Thursday, May 12, 2011

Passionate Folly

I am reading the popular book, Eat, Pray, Love.  Right now I am with Elizabeth Gilbert meditating with her guru and Richard from Texas in an Ashram at an undisclosed site in India. I was drawn reading this because there are times when I would love to run away from home and travel around the world for a year. The book is subtitled "One Woman's Search for Everything Across Italy, India, and Indonesia". The author characterized her own quest as "spiritual investigation".  Elizabeth began her quest by spending four months in Italy, eating. I must admit that I am ever so slightly jealous. I can definitely picture myself devoting a full third of a year to eating Italian food. In Italy.

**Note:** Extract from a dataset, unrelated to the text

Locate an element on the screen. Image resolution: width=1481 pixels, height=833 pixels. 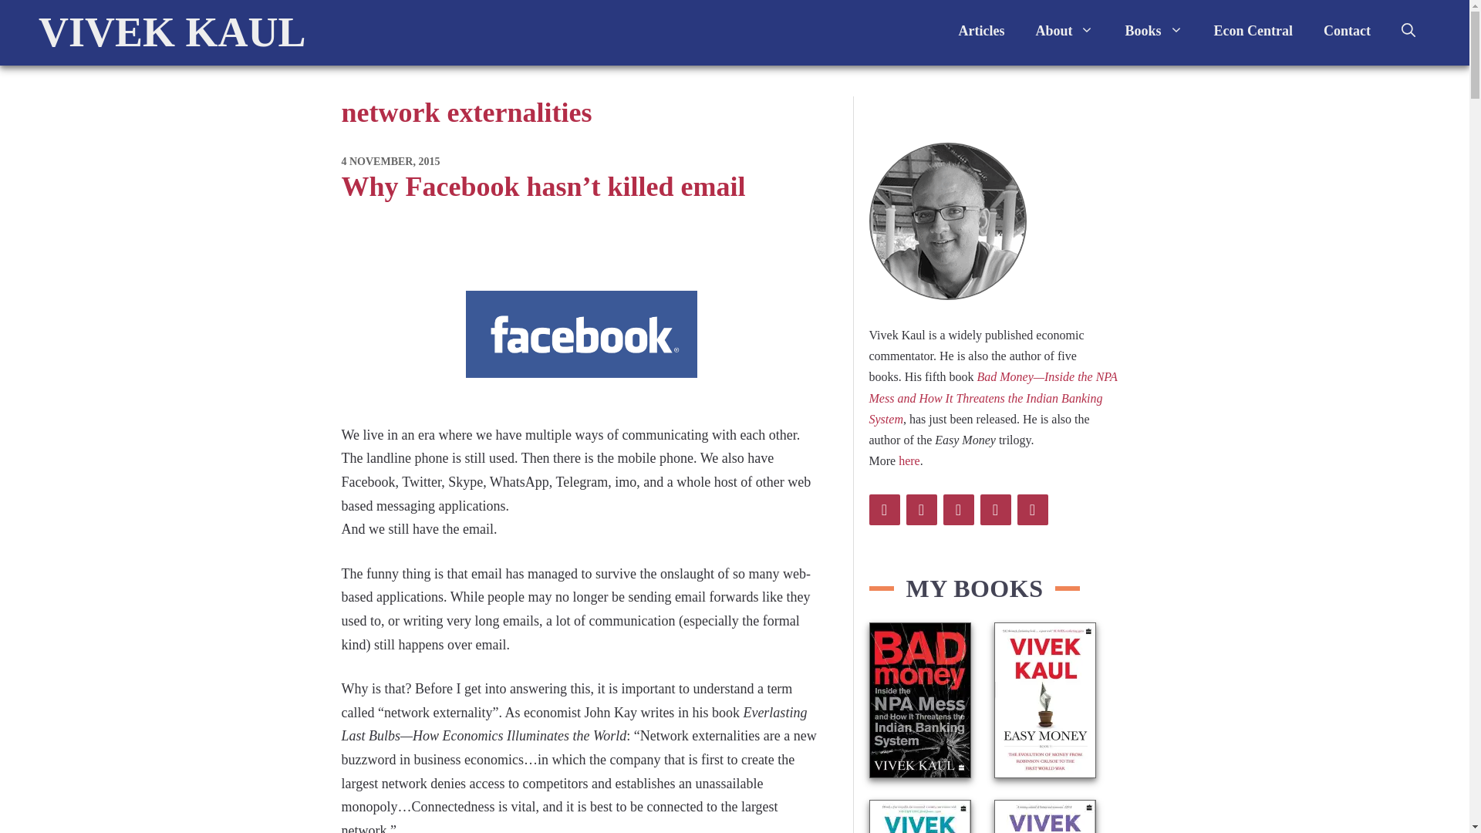
Econ Central is located at coordinates (1254, 31).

The problem is that Elizabeth Gilbert is on the wrong quest. 

The book made me sad. Not sad is in sorry for myself because I am not reading it over a cafe table in Venice, but sad for Elizabeth. Spiritual investigation is a noble pursuit, but I think she got on the wrong train. As I read, I wanted to gently tap Elizabeth on the shoulder, and tell her I think she missed the one thing that ultimately matters. I can't judge her, all of us, every human being ever, has made the same mistake.

Like kids on an Easter egg hunt we continually overlook the prize that is hidden in plain sight, and hunt where it can't be found.

John Piper, in a personal communication quoted in Larry Crabb's manual to his School of Spiritual Direction, called this syndrome the "treasonous pursuit of satisfaction from the wrong source".  All of us turn to something and demand that it satisfy, or at least numb, our thirsts. We want husbands who faithfully adore us, adventure, financial stability, good health, good looks, gelato, ... Don't get me wrong, these are all good things, but they make poor gods.

The old fashioned, out-of-style, modernly offensive word used to refer to the search for satisfaction in all of the wrong places is sin.  The prophet Jeremiah speaks for God in Jeremiah 2:13 "My people have committed two evils: they have forsaken me, the fountain of living waters, and hewed out cisterns for themselves, broken cisterns that can hold no water."

So, I must ask: where have I, in my thirst, strolled past the fountain of living waters in order to drink from a broken cistern that can hold no water? Have I searched for everything when I should have been searching for one thing, or more precisely one relationship instead?